1905-1930: American Bungalow
History of the American Bungalow: The Bungalow is an all American housing type, but it has its roots in India. In the province of Bengal, single-family homes were called bangla or bangala. British colonists adapted these one-story thatch-roofed huts to use as summer homes. The space-efficient floor plan of bungalow houses may have also been inspired by army tents and rural English cottages. The idea was to cluster the kitchen, dining area, bedrooms, and bathroom around a central living area. The first American house to be called a bungalow was designed in 1879 by William Gibbons Preston. Built at Monument Beach on Cape Cod, Massachusetts, the two-story house had the informal air of resort architecture.

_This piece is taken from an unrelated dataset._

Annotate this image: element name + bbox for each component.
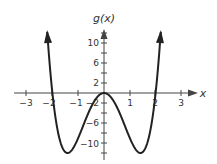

However, this house was much larger and more elaborate than the homes we think of when we use the term Bungalow. Two California architects, Charles Sumner Greene and Henry Mather Greene, are often credited with inspiring America to build Bungalows. Their most famous project was the huge Craftsman style Gamble house (1909) in Pasadena, California. However, the Green brothers also published more modest Bungalow plans in many magazines and pattern books. 1935 - 1950: Minimal Traditional
Minimal Traditional houses have many of these features:
1945 - 1980: Ranch Style
History of the Ranch style:
The earth-hugging Prairie Style houses pioneered by Frank Lloyd Wright and the informal Bungalow styles of the early 20th century paved the way for the popular Ranch Style. Architect Cliff May is credited with building the first Ranch Style house in San Diego, California in 1932. After World War II, real estate developers turned to the simple, economical Ranch Style to meet the housing needs of returning soldiers and their families. Because so many Ranch houses were built quickly according to a cookie-cutter formula, the Ranch Style later became known as ordinary and, at times, slipshod. However, during the late 1950s and 1960s, a few real estate developers re-invented the style, giving the conventional one-story Ranch House a modernist flair. Sophisticated Eichler Homes by California developer Joseph Eichler were imitated across the United States. In Palm Springs, California, the Alexander Construction Company set a new standard for one-story suburban housing with stylish Alexander Homes. Comments are closed.